Silicon Valley Reinvents the Bus

From ride-sharing services to autonomous vehicles to the Hyperloop, technology is transforming personal transportation and making it cheaper, faster, and safer. Now Silicon Valley is looking to sprinkle its magic pixie dust on an old concept—buses.

Using bus-style routing as opposed to actual buses, several established players and tech startups have introduced various means to make shared transportation more appealing. Last year, Lyft debuted its Shuttle service in San Francisco and Chicago, offering fixed routes and fares during rush hour.

Uber tested a similar service in Seattle called Uber Hop, pairing multiple riders traveling a similar route during rush hour. Last week, Uber unveiled a new Express Pool service, which groups together people headed in the same general direction, but at designated pick-up spots, similar to a bus stop.

With Uber Express Pool, passengers may have to wait a few minutes for Uber to calculate a carpooling route and find well-matched riders, then walk few blocks to catch their ride. But Uber says the service cuts passenger fares by 50 percent compared to an UberX and is cheaper than a point-to-point Uber Pool.

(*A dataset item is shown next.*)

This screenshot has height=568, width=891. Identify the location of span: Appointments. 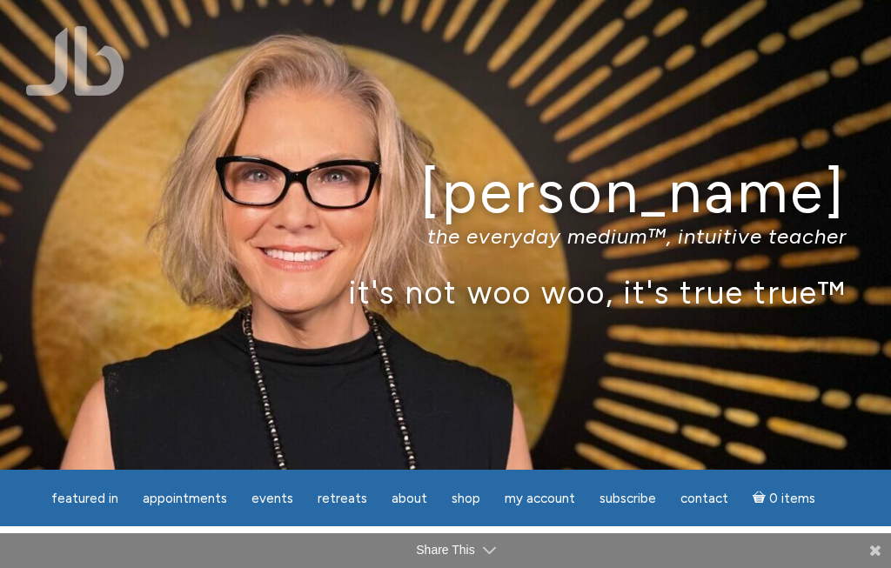
(185, 499).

Reducing Rider Cost and Urban Traffic

While Express Pool simply applies a bus-like routing to its existing business and regular vehicles, other startups are enticing riders to climb onboard actual buses.

The most obvious example is Chariot, a van-pooling service purchased by Ford in 2016, which now operates in six US cities and recently launched in London. Chariot uses 15-seat Ford Transit vans and an app to crowd-source popular routes to reduce riders' transportation cost and urban traffic; enterprise customers get onboard Wi-Fi.

Recently, Citymapper relaunched a bus-style service in London. The company began life as a public transit app that collects valuable data on rider patterns. Last year it started a Smartbus service that leveraged that data to fill holes in London's public transit and operated a popular late-night route in East London.

Citymapper's bus service uses a dedicated app with tracking and scheduling features, while its large and small buses are outfitted with USB ports and plug-and-play displays for riders to use. The company pipes in pop music and creates "busmojis" on onboard displays to alert riders when approaching stops.

Like Uber, Citymapper has run into red tape across the pond. In London, any vehicle that carries nine or more passengers is considered a bus, and buses must stop at fixed locations. Vehicles with eight or fewer passengers are private hire vehicles and they can pick up anyone they want.

Given that Citymapper moves its pickup locations due to demand, having fixed pickup locations defeats the purposes of its service. So for now, it's sticking to fleets of eight-seat Mercedes Viano vans so it can qualify as private hire vehicles. It's "a bit like a bus because it has stops [and] a bit like a cab because you book it and it has guaranteed seats," Citymapper president Omid Ashtari says.

There's no doubt that the stodgy bus industry needs a tech overhaul. As a board member for the SXSW Accelerator, I've reviewed pitches by several bus-based startups that fill a need, such as bus-pooling for concerts and sporting events. And it makes sense to move lots of people together in one large bus rather than in separate smaller vehicles, as shown in this comparison.

Most people in the US are used to having their own vehicle and independence. And other than maybe a bachelor/bachelorette or vacation party bus, have you ever had a pleasant experience riding on a bus? Me neither. So I wonder whether Silicon Valley will have trouble attracting riders.